11/24/10

Fernand Khnopff, The Sphinx or The Caresses (Kunst - Die Zärtlichkeit der Sphinx)


Musée Royaux des Beaux-Arts, Brussels

Date: 1896
Technique: Oil on canvas, 50 × 150 cm

On one level, it seems likely that this painting was inspired by Honoré de Balzac's story "A Passion in the Desert." It recounted the strange love that developed between a soldier of Napoleon's army, lost in the Egyptian wastes, and a female panther. Balzac described the animal's sinuous body and movements, her spots and ringed tail, and the soldier's caresses.

But of course this is not a panther, not even a cheetah, though Khnopff painted a cheetah's body. This is a sphinx. Enigmatic and dangerous, it was one of the common guises for a fin-de-siècle femme fatale. Through mythology or the mysterious Orient, women could be presented as exotic and voluptuous -- that is, in ways that were subject to deeply felt anxieties but whose representation lay outside the boundaries of convention. In the popular imagination, even in the scientific literature, women were not regarded as fully rational beings, and their impulses, unchecked, posed a threat. Consider art nouveau's other femmes fatales: Medusa, the snake-haired Gorgon, whose look turned men to stone, and Salomé, whose dance was rewarded with the head of John the Baptist.

The sphinx devoured all who failed to answer her riddle: "What walks on four legs, two legs, and three legs?" So it is natural to see Khnopff's youth as Oedipus, who answered her: "Man, crawling as a baby, walking an adult, and using a cane when old." Already in ancient times, the sphinx had come to represent knowledge, of good and evil, life and death. In William Butler Yeats' poem, "The Double Vision of Michael Robartes," she "lashed her tail; her eyes lit by the / moon / gazed upon all things known, all things / unknown, / In triumph of intellect / With motionless head erect."

In another way, the youth can be seen as a symbolic portrait of the artist, and the painting as alluding to art itself. At times it has been called L'Art. The pansy above the youth's ear (in French pensée means both "pansy" and "thought") was an emblem Khnopff sometimes used as his signature. The sphinx (like almost all of Khnopff's females) resembles the artist's sister Margueritte. For that matter, the youth resembles her as well, and this androgyny accounts for much of the painting's unsettling effect. Androgyny was central to the notion of art espoused by Khnopff's friend Joséphin Péladan, a novelist, spiritualist, and descendant, he claimed, of the Magi. In art alone could the union of male and female -- creation -- be complete. Khnopff has been called a "painter of the invisible," his images merely physical expressions of an idea.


■ **Task goal**: Look through the material below. Copy each line that contains the string "illustration".

■ **Data provided**:
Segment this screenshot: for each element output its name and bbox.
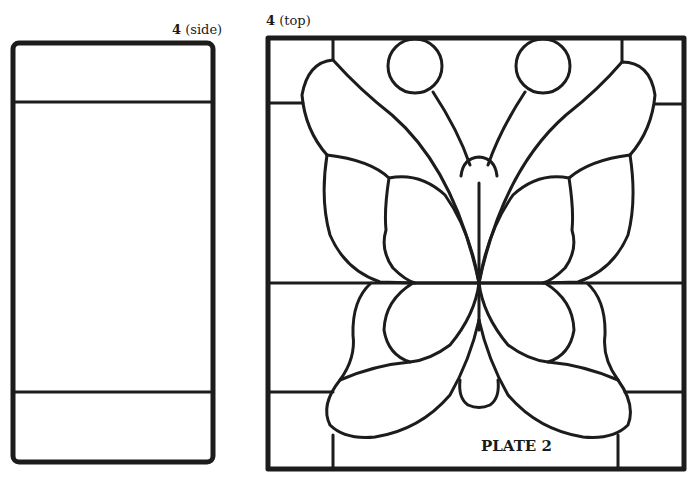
- antenna-stem-left: [433, 92, 470, 165]
- upper-right-wing: [479, 62, 655, 283]
- top-panel-frame: [268, 38, 684, 469]
- antenna-ball-right: [516, 39, 570, 93]
- tail: [460, 380, 499, 408]
- upper-right-wing-lower-edge: [543, 155, 633, 283]
- lower-right-wing-inner-edge: [548, 362, 618, 380]
- head: [461, 157, 497, 176]
- upper-right-inner-lobe: [479, 177, 574, 283]
- upper-left-wing-inner-edge: [327, 155, 389, 178]
- side-panel: [13, 43, 213, 462]
- antenna-ball-left: [388, 39, 442, 93]
- side-panel-frame: [13, 43, 213, 462]
- upper-left-inner-lobe: [384, 177, 479, 283]
- antenna-stem-right: [488, 92, 525, 165]
- lower-left-wing-inner-edge: [340, 362, 410, 380]
- upper-right-wing-inner-edge: [569, 155, 630, 178]
- top-panel: [268, 38, 684, 469]
- lower-left-inner-lobe: [384, 283, 479, 362]
- upper-left-wing-lower-edge: [324, 155, 415, 283]
- pattern-drawing: PLATE 2: [0, 0, 696, 481]
- upper-left-wing: [302, 60, 479, 283]
- plate-label: PLATE 2: [481, 437, 552, 455]
- lower-right-inner-lobe: [479, 283, 574, 362]
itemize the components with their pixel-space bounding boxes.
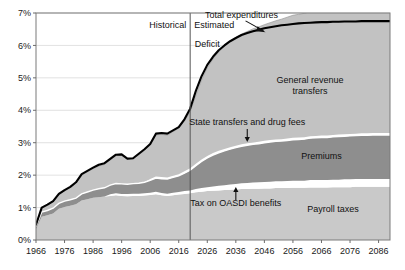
xtick-label-1996: 1996 (112, 246, 132, 256)
label-historical: Historical (149, 20, 186, 30)
annotation-premiums: Premiums (301, 151, 342, 161)
xtick-label-2086: 2086 (369, 246, 389, 256)
xtick-label-2016: 2016 (169, 246, 189, 256)
xtick-label-2026: 2026 (197, 246, 217, 256)
xtick-label-1976: 1976 (55, 246, 75, 256)
chart-container: 0%1%2%3%4%5%6%7% 19661976198619962006201… (0, 0, 405, 270)
xtick-label-2076: 2076 (340, 246, 360, 256)
annotation-deficit: Deficit (195, 39, 221, 49)
ytick-label-3: 3% (18, 138, 31, 148)
xtick-label-2036: 2036 (226, 246, 246, 256)
annotation-total-expenditures: Total expenditures (205, 10, 279, 20)
xtick-label-1966: 1966 (26, 246, 46, 256)
ytick-label-6: 6% (18, 41, 31, 51)
ytick-label-5: 5% (18, 73, 31, 83)
label-estimated: Estimated (194, 20, 234, 30)
ytick-label-0: 0% (18, 235, 31, 245)
ytick-label-2: 2% (18, 170, 31, 180)
xtick-label-2046: 2046 (254, 246, 274, 256)
xtick-label-2066: 2066 (311, 246, 331, 256)
annotation-payroll-taxes: Payroll taxes (307, 204, 359, 214)
xtick-label-1986: 1986 (83, 246, 103, 256)
ytick-label-7: 7% (18, 8, 31, 18)
ytick-label-1: 1% (18, 203, 31, 213)
xtick-label-2056: 2056 (283, 246, 303, 256)
annotation-state-transfers-and-drug-fees: State transfers and drug fees (189, 117, 306, 127)
xtick-label-2006: 2006 (140, 246, 160, 256)
medicare-expenditures-area-chart: 0%1%2%3%4%5%6%7% 19661976198619962006201… (0, 0, 405, 270)
ytick-label-4: 4% (18, 105, 31, 115)
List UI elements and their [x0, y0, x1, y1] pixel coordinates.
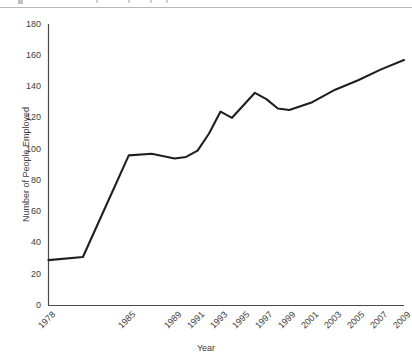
plot-area — [0, 0, 412, 358]
y-tick-label: 0 — [11, 301, 41, 310]
y-axis-title: Number of People Employed — [22, 75, 31, 255]
data-series-line — [49, 60, 405, 260]
line-chart: 020406080100120140160180 Number of Peopl… — [0, 0, 412, 358]
y-tick-label: 20 — [11, 270, 41, 279]
y-tick-label: 160 — [11, 51, 41, 60]
y-tick-label: 180 — [11, 20, 41, 29]
x-axis-title: Year — [0, 344, 412, 353]
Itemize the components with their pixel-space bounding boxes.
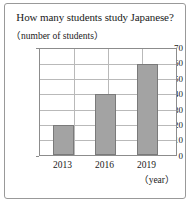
category-divider-1	[74, 49, 75, 155]
plot-area	[39, 48, 177, 156]
chart-title: How many students study Japanese?	[5, 11, 185, 24]
bar-2016	[95, 94, 116, 155]
x-axis-unit-label: （year）	[139, 175, 175, 186]
plot-wrapper: 70 60 50 40 30 20 10 0 2013	[9, 44, 183, 196]
x-tick-label-2013: 2013	[40, 160, 86, 171]
y-axis-unit-label: （number of students）	[11, 31, 104, 42]
y-tick-mark-0	[36, 156, 39, 157]
bar-2013	[53, 125, 74, 155]
chart-card: How many students study Japanese? （numbe…	[4, 3, 186, 199]
bar-2019	[137, 64, 158, 155]
x-tick-label-2016: 2016	[82, 160, 128, 171]
x-tick-label-2019: 2019	[124, 160, 170, 171]
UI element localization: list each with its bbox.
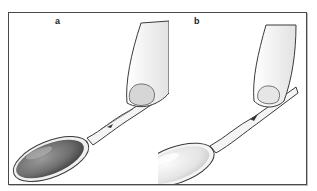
panel-a: a [9,13,158,184]
spoon-bowl-empty [158,134,220,184]
spoon-bowl-filled [9,127,95,184]
figure-frame: a [8,12,307,185]
spoon-illustration-a [9,13,169,184]
spoon-illustration-b [158,13,306,184]
panel-b: b [158,13,306,184]
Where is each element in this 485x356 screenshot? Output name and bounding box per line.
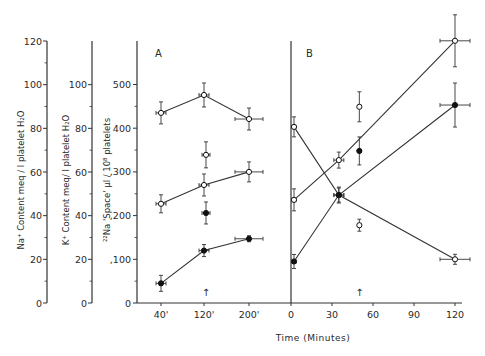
open-circle-icon <box>452 38 457 43</box>
y-axis-label-na: Na⁺ Content meq / l platelet H₂O <box>16 110 26 249</box>
data-point-open <box>440 15 470 67</box>
open-circle-icon <box>203 152 208 157</box>
data-point-open <box>199 174 209 196</box>
x-tick-label: 90 <box>408 309 420 320</box>
filled-circle-icon <box>203 210 208 215</box>
y-tick-label: 80 <box>75 123 87 134</box>
axes: 0204060801001200204060801000,100,200,300… <box>24 36 464 321</box>
y-tick-label: 120 <box>24 36 42 47</box>
data-point-open <box>156 195 166 213</box>
open-circle-icon <box>291 124 296 129</box>
y-tick-label: 60 <box>75 167 87 178</box>
data-point-filled <box>156 275 166 291</box>
filled-circle-icon <box>246 236 251 241</box>
data-point-open <box>235 162 263 182</box>
panel-label-a: A <box>155 48 162 59</box>
open-circle-icon <box>336 158 341 163</box>
x-axis-label: Time (Minutes) <box>275 333 350 343</box>
filled-circle-icon <box>158 281 163 286</box>
y-tick-label: ,100 <box>110 254 131 265</box>
x-tick-label: 40' <box>154 309 169 320</box>
data-point-open <box>202 142 210 168</box>
data-point-filled <box>291 254 296 268</box>
panel-label-b: B <box>306 48 313 59</box>
y-axis-label-k: K⁺ Content meq/ l platelet H₂O <box>61 114 71 245</box>
data-point-filled <box>199 245 209 257</box>
series-line <box>294 41 455 200</box>
y-tick-label: 400 <box>113 123 131 134</box>
y-tick-label: 40 <box>75 210 87 221</box>
chart-figure: 0204060801001200204060801000,100,200,300… <box>0 0 485 356</box>
data-point-open <box>199 83 209 107</box>
y-tick-label: 0 <box>125 298 131 309</box>
series-line <box>294 127 455 259</box>
open-circle-icon <box>158 201 163 206</box>
y-tick-label: 100 <box>24 79 42 90</box>
filled-circle-icon <box>291 259 296 264</box>
series-line <box>161 239 249 284</box>
data-point-open <box>291 117 296 137</box>
data-point-open <box>235 108 263 130</box>
data-point-open <box>357 92 362 122</box>
open-circle-icon <box>291 197 296 202</box>
x-tick-label: 200' <box>239 309 260 320</box>
open-circle-icon <box>158 110 163 115</box>
y-axis-label-na-space: ²²Na 'Space' µl / 10⁸ platelets <box>102 117 112 242</box>
arrow-icon: ↑ <box>202 287 210 298</box>
filled-circle-icon <box>357 148 362 153</box>
data-point-open <box>334 152 344 168</box>
x-tick-label: 0 <box>288 309 294 320</box>
data-point-open <box>440 254 470 264</box>
open-circle-icon <box>357 223 362 228</box>
open-circle-icon <box>246 116 251 121</box>
open-circle-icon <box>201 182 206 187</box>
filled-circle-icon <box>336 192 341 197</box>
x-tick-label: 30 <box>326 309 338 320</box>
y-tick-label: 100 <box>69 79 87 90</box>
arrow-icon: ↑ <box>355 287 363 298</box>
open-circle-icon <box>357 104 362 109</box>
y-tick-label: 0 <box>36 298 42 309</box>
y-tick-label: 20 <box>75 254 87 265</box>
y-tick-label: ,200 <box>110 210 131 221</box>
filled-circle-icon <box>452 102 457 107</box>
open-circle-icon <box>246 169 251 174</box>
open-circle-icon <box>452 257 457 262</box>
open-circle-icon <box>201 92 206 97</box>
data-point-open <box>291 189 296 211</box>
data-point-open <box>156 102 166 124</box>
x-tick-label: 120 <box>446 309 464 320</box>
data-point-filled <box>202 202 210 224</box>
data-point-filled <box>440 83 470 127</box>
y-tick-label: 0 <box>81 298 87 309</box>
plot-area: ↑↑ <box>156 15 470 298</box>
y-tick-label: 20 <box>30 254 42 265</box>
series-line <box>294 105 455 261</box>
x-tick-label: 60 <box>367 309 379 320</box>
data-point-open <box>357 219 362 231</box>
y-tick-label: 80 <box>30 123 42 134</box>
x-tick-label: 120' <box>194 309 215 320</box>
y-tick-label: 40 <box>30 210 42 221</box>
filled-circle-icon <box>201 248 206 253</box>
y-tick-label: 60 <box>30 167 42 178</box>
y-tick-label: 500 <box>113 79 131 90</box>
y-tick-label: ,300 <box>110 166 131 177</box>
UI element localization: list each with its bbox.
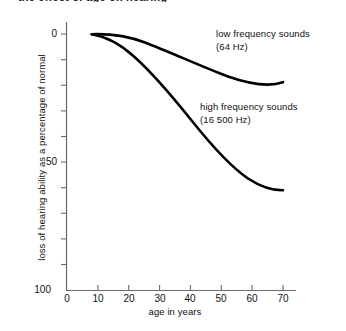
hearing-loss-chart-figure: the effect of age on hearing: [0, 0, 346, 331]
x-tick-label-30: 30: [148, 293, 172, 304]
x-tick-label-40: 40: [178, 293, 202, 304]
annotation-low-frequency: low frequency sounds (64 Hz): [216, 28, 310, 53]
annotation-high-frequency-line1: high frequency sounds: [200, 101, 298, 112]
annotation-high-frequency-line2: (16 500 Hz): [200, 114, 298, 127]
x-axis-title: age in years: [67, 306, 283, 317]
x-tick-label-50: 50: [209, 293, 233, 304]
annotation-high-frequency: high frequency sounds (16 500 Hz): [200, 101, 298, 126]
x-tick-label-60: 60: [240, 293, 264, 304]
y-axis-ticks: [61, 34, 67, 264]
annotation-low-frequency-line1: low frequency sounds: [216, 28, 310, 39]
x-axis-ticks: [98, 285, 283, 291]
annotation-low-frequency-line2: (64 Hz): [216, 41, 310, 54]
x-tick-label-10: 10: [86, 293, 110, 304]
y-axis-title: loss of hearing ability as a percentage …: [36, 24, 47, 292]
x-tick-label-20: 20: [117, 293, 141, 304]
x-tick-label-70: 70: [271, 293, 295, 304]
x-tick-label-0: 0: [55, 293, 79, 304]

■ **Response**:
spoon-illustration-a [9,13,169,184]
spoon-illustration-b [158,13,306,184]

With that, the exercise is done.